What's the Real Cost of Network Downtime?
When networks go down, even for a brief moment, thousands of dollars are in jeopardy. Can service providers afford sacrificing carrier-grade reliability and risk facing downtime?
I’ve been examining the technical requirements for carrier-grade reliability in telecom networks quite a bit in recent weeks. One recent blog post discussed the differences between “high availability” and “carrier grade,” while a subsequent post outlined some of the key challenges that make it so hard to implement true six-nines (99.9999%) reliability in a telecom platform.
Given both the technical challenges and also the licensing costs associated with delivering carrier-grade reliability, sooner or later a smart finance person is going to ask whether the benefits actually outweigh the expense. Isn’t high availablity good enough? Why go to the additional expense of carrier-grade reliability? So it’s interesting to look at some numbers that unequivocally tell us the real question is not “Can you afford to implement carrier-grade reliability?” but rather “How could you possibly afford not to?”
Let’s start with the numbers that no one can dispute. The traditional standard for telecom network reliability, measured at the service level, is six-nines or 99.9999%, which translates to an average 32 seconds of downtime per year, per service.
As service providers plan for the progressive deployment of NFV in their networks, they inevitably consider the use of standard enterprise-class virtualization software for use in their NFV infrastructure. The standard reliability guarantee for such enterprise solutions is three-nines (99.9%), which implies526 minutes of downtime per year.
So as a service provider, what will 526 minutes actually cost you, compared to 32 seconds?

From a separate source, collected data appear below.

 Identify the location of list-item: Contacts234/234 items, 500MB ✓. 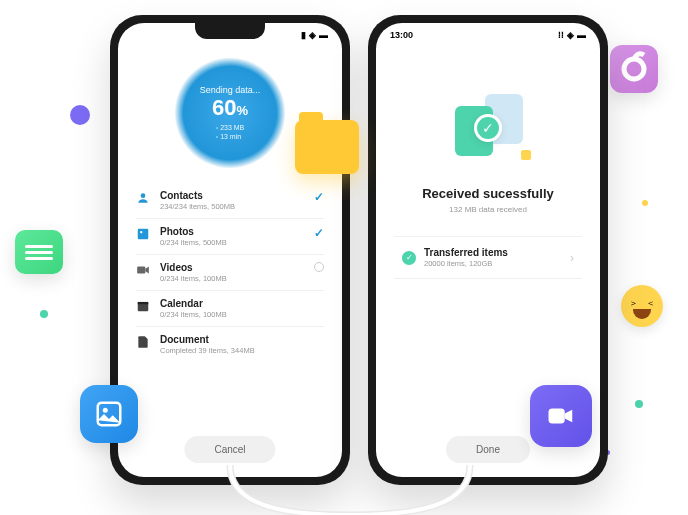
(230, 201).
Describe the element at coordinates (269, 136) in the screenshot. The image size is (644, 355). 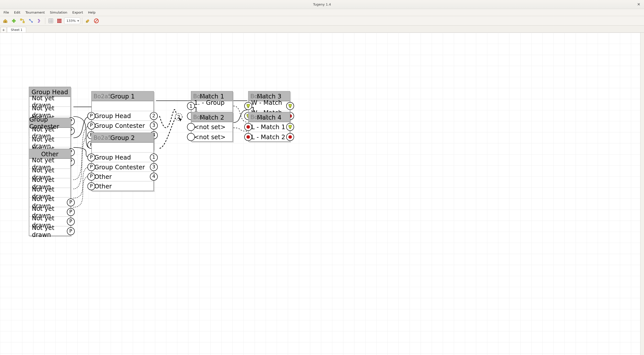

One report estimates the cost of downtime as $11,000 per minute, per server. This represents the revenue that’s lost as a result of service level agreements (SLAs) with customers (mostly high-value, enterprise users). If each server is down for 526 minutes per year, that’s an annual cost of $5,780,000 per server. We’ll call that $6 million per server to keep the math easy.
Now, how many servers do you have in your data centers, delivering the services that your customers depend on? If you have 1,000 servers then your total annual cost of downtime is 1,000 x $6 million, or $6 billion.
And just to make it worse, that $6 billion represents only the revenue that’s lost as a result of customer SLAs. It doesn’t include the long-term revenue impact caused by some of those customers switching to other service providers who are promising them the service uptime that they need.